No special test record is required to register that Sleipner and Co. elicit more room information than most competitors with well known recordings: The sound emanating from the speakers is happening even more naturally, imaginary rooms seem even more sweeping - I really have to pull myself together to avoid the obvious term "airier", otherwise it would have been too close to a corny pun about the bearing technology of the Sleipner. The tonearm and turntable convey the music completely without any spectacle or effects. The Sleipner keeps the sound of the record in the foreground - the turntable is far too reserved to impose its own stamp on the whole thing. However, the quality of the tonearm and turntable steered clear of reproducing any mechanically induced artifacts like few others - again a parallel to the Continuum. This freedom from noise not usually detectable on the record, is first produced during the playback operation. It enables the Sleipner to apparently extract more information from the grooves. Of course, other turntables also pick this up. However, they do mask tiny fine information with only the slightest bearing noise.
Just for fun, I put on the stereo laboratory version of the London/Decca SXL 6529: Holst “The Planets” with an orchestra array like in a widescreen format picture, full of dynamics and emotion, and yet so refined as never before. Of course, there are Japanese audiophile pressings with slightly less operating noise than German or even American pressings. But, if my memory serves me correctly, the silence in the record grooves with no signal, thanks to the Sleipner, is once again even more intense. The instruments of the Los Angeles Philharmonic Orchestra shine more impressively and with stronger tonal colors than ever before. No wonder that I didn’t have to activate the tonearm cueing mechanism as I am used to doing during the sound spectacle "Mars", but let the record play through to the end. No, I do not want to invoke the cliché that you will re-discover your record collection with the Sleipner. But even if you have previously enjoyed your records with extremely good equipment, you are likely to discover even more room information and some additional detail with the Sleipner. Too bad that Johnnie Bergmann is going to pick up his top model soon to demonstrate it at the High End show in Munich. I can not say how well the rest of the system there will harmonize with the room or whether the neighboring exhibitors will be limited to volume levels that allow the great skill of the Sleipner to be experienced. If it plays there the way it did in my listening room, this experience alone justifies a visit to the trade show.
Briefly back to my initial thesis: Thanks to its very special platter bearing technology, the Sleipner keeps itself sonically out of the music more than almost any other turntable known to me. And this restraint is shared with its developer: There aren’t any showmen at work here.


> [TASK INSTRUCTIONS]: Each entry has to be given again in its exact wording, and no picture may appear in the result.

Items from a data source:
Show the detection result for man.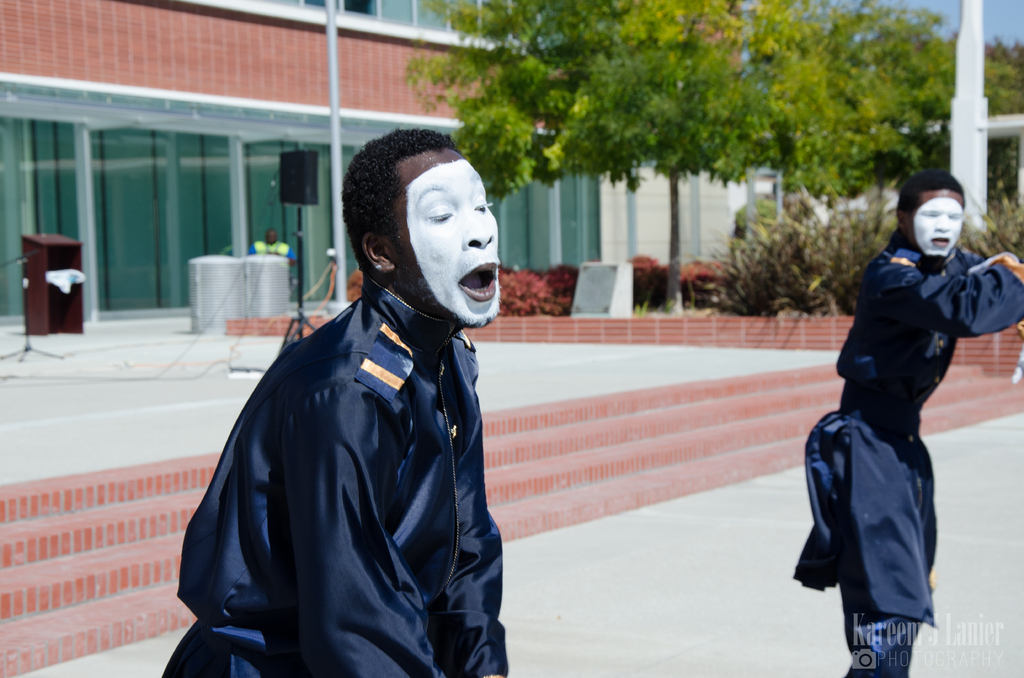
163, 131, 514, 677.
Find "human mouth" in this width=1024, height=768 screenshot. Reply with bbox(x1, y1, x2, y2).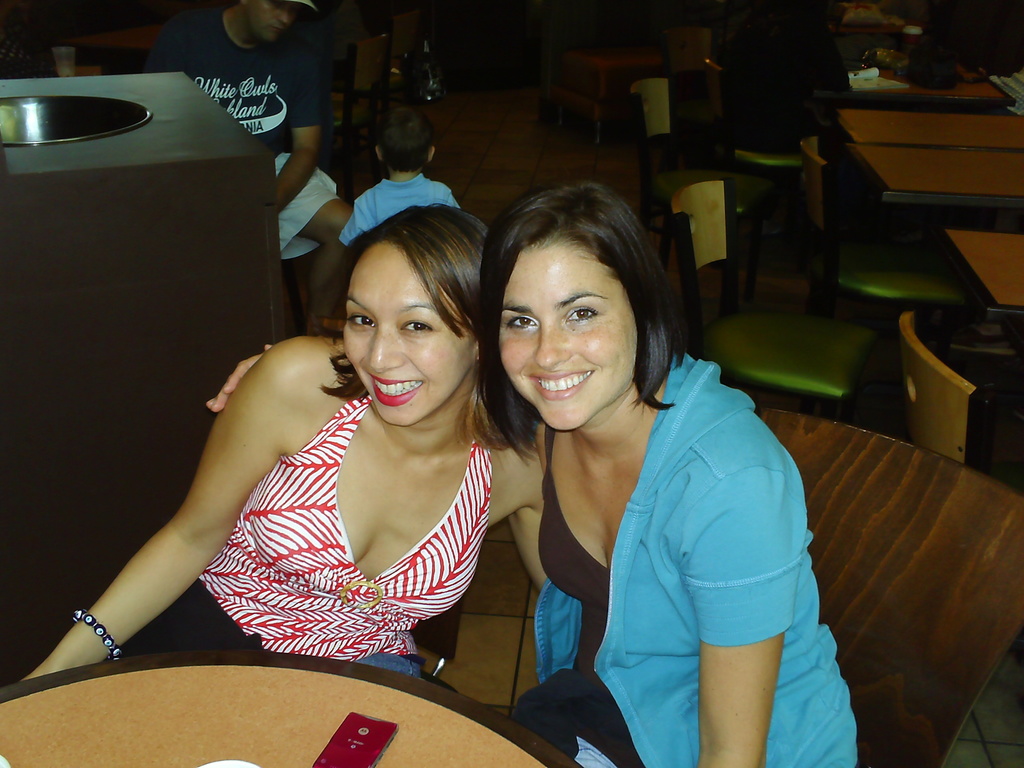
bbox(526, 365, 595, 401).
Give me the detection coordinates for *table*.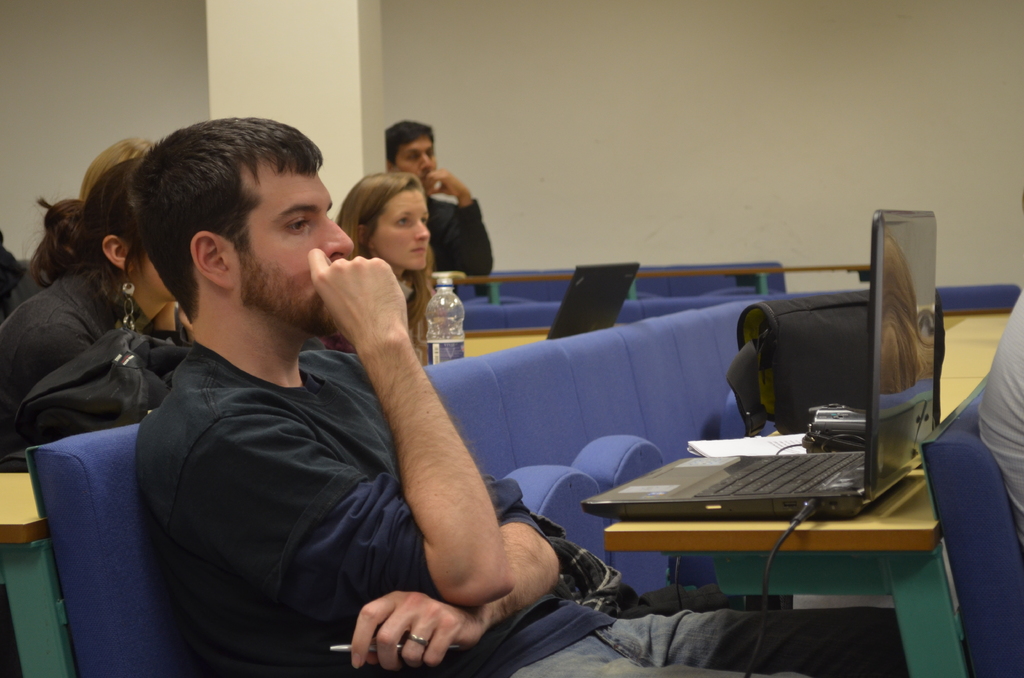
left=0, top=332, right=548, bottom=677.
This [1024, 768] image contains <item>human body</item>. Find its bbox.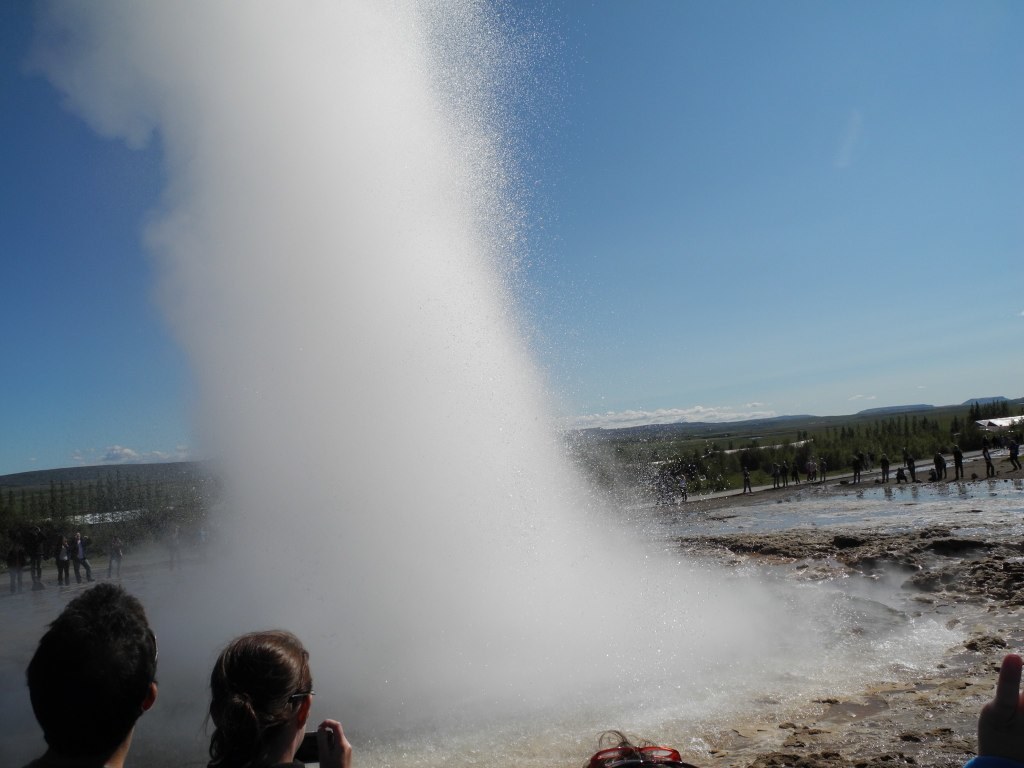
790:464:800:484.
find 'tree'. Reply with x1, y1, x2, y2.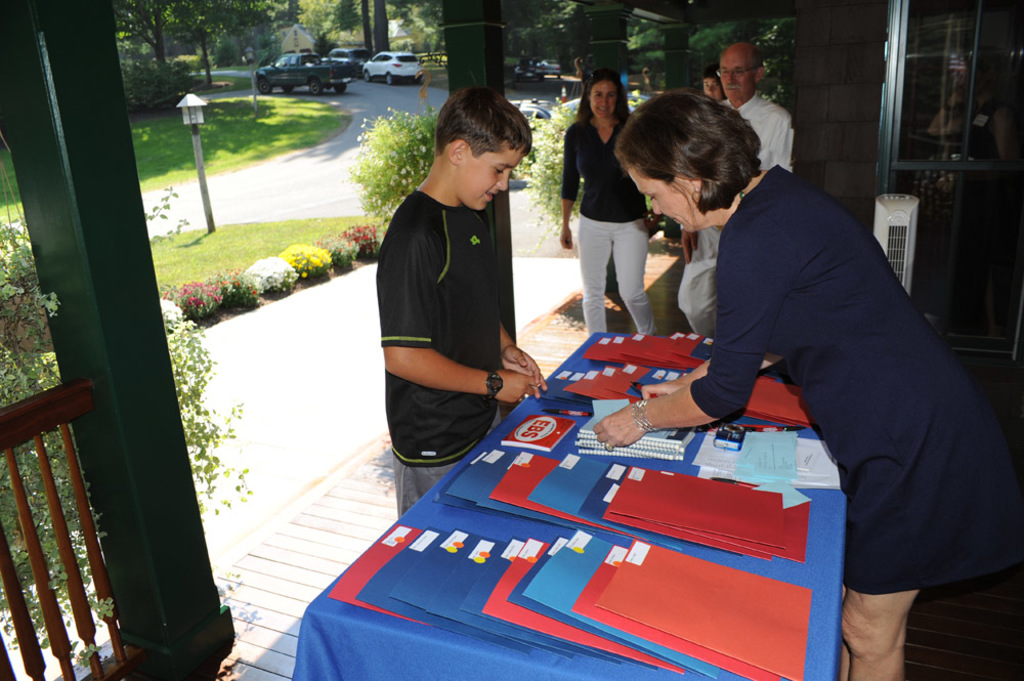
361, 0, 371, 48.
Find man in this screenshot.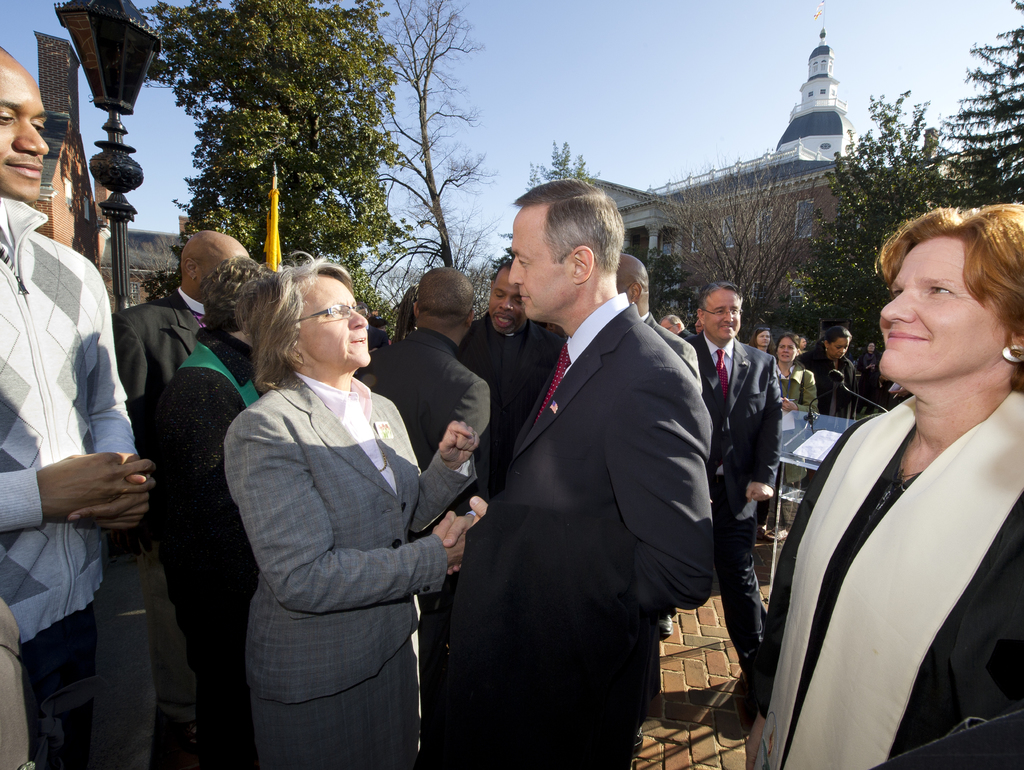
The bounding box for man is 358 264 493 683.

> [ANSWER FOR THIS EXERCISE]:
Show the detection result for man.
163, 131, 514, 677.
Find "human mouth" in this width=1024, height=768 screenshot. Reply with bbox(x1, y1, x2, y2).
bbox(526, 365, 595, 401).
Give me the detection coordinates for *table*.
left=0, top=332, right=548, bottom=677.
This [1024, 768] image contains <item>human body</item>. Find its bbox.
790:464:800:484.
find 'tree'. Reply with x1, y1, x2, y2.
361, 0, 371, 48.
Find man in this screenshot.
The bounding box for man is 358 264 493 683.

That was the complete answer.